The genius — sometimes deliberate, sometimes accidental — of the enterprises now on such a steep ascent is that they have found their way through the looking-glass and emerged as something else. Their models are no longer models.
The spectacular success of digital computers in modeling real-world phenomena, encoded as algorithms with the results used as output to control something in the real world, has outshadowed very different ways that digital computers, and networks of digital computers, can be used. Algorithms and digital simulations have become so embedded in our culture and world view that we find it almost impossible to recognize that other forms of computation, without algorithms or digital models, effectively control much of the world.
We assume that a search engine company builds a model of human knowledge and allows us to query that model, or that some other company (or maybe it’s the same company) builds a model of road traffic and allows us to access that model, or that yet another company builds a model of the social graph and allows us to join that model — for a price we are not quite told. This fits our preconceptions that an army of programmers is still in control somewhere but it is no longer the way the world now works.

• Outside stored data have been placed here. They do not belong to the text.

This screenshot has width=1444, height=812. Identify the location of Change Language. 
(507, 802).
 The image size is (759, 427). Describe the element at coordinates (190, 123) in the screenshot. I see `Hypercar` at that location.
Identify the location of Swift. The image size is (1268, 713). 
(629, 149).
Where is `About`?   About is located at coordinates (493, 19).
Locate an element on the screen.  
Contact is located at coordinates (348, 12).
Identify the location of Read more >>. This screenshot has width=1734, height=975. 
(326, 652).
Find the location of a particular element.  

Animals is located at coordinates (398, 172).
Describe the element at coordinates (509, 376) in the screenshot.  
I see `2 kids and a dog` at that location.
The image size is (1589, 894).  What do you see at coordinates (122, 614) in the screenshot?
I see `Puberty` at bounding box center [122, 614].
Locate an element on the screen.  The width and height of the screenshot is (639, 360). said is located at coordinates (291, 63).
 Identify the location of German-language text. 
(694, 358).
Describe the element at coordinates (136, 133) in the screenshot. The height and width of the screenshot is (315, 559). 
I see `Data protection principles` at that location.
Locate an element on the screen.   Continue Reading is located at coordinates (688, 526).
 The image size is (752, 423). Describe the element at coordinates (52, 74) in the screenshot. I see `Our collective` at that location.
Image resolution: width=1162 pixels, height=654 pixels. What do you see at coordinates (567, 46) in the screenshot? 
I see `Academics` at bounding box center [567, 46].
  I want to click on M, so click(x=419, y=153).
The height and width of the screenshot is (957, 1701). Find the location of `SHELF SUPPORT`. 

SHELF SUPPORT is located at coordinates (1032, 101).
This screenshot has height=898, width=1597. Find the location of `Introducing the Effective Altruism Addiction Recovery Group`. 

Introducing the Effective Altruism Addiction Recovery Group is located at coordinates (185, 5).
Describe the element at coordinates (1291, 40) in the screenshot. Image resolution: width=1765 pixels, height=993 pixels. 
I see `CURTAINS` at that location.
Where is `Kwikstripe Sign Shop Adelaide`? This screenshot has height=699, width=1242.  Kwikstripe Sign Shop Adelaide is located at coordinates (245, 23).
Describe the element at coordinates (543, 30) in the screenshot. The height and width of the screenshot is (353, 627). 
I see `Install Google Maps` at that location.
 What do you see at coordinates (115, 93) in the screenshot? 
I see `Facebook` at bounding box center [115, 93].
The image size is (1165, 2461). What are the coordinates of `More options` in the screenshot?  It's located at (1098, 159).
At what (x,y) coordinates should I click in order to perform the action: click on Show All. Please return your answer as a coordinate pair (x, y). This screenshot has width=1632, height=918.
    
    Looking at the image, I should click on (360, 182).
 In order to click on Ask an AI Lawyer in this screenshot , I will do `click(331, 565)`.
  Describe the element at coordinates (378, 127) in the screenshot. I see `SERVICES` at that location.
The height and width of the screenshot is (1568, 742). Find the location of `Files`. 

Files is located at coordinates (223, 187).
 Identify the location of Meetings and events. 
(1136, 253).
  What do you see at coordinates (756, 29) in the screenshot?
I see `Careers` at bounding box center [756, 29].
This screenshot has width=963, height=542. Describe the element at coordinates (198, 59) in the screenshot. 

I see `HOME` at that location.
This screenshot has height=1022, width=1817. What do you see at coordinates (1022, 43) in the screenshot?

The genius — sometimes deliberate, sometimes accidental — of the enterprises now on such a steep ascent is that they have found their way through the looking-glass and emerged as something else. Their models are no longer models. The search engine is no longer a model of human knowledge, it is human knowledge. What began as a mapping of human meaning now defines human meaning, and has begun to control, rather than simply catalog or index, human thought. No one is at the controls. If enough drivers subscribe to a real-time map, traffic is controlled, with no central model except the traffic itself. The successful social network is no longer a model of the social graph, it is the social graph. This is why it is a winner-take-all game. Governments, with an allegiance to antiquated models and control systems, are being left behind.
Nature’s answer to those who sought to control nature through programmable machines is to allow us to build machines whose nature is beyond programmable control.
These new hybrid organizations, although built upon digital computers, are operating as analog computers on a vast, global scale, processing information as continuous functions and treating streams of bits the way vacuum tubes treat streams of electrons, or the way neurons treat information in a brain. Large hybrid analog/digital computer networks, in the form of economies, have existed for a long time, but for most of history the information circulated at the speed of gold and silver and only recently at the speed of light.
We imagine that individuals, or individual algorithms, are still behind the curtain somewhere, in control. We are fooling ourselves. The new gatekeepers, by controlling the flow of information, rule a growing sector of the world.
What deserves our full attention is not the success of a few companies that have harnessed the powers of hybrid analog/digital computing, but what is happening as these powers escape into the wild and consume the rest of the world.
The next revolution will be the ascent of analog systems over which the dominion of digital programming comes to an end. Nature’s answer to those who sought to control nature through programmable machines is to allow us to build machines whose nature is beyond programmable control.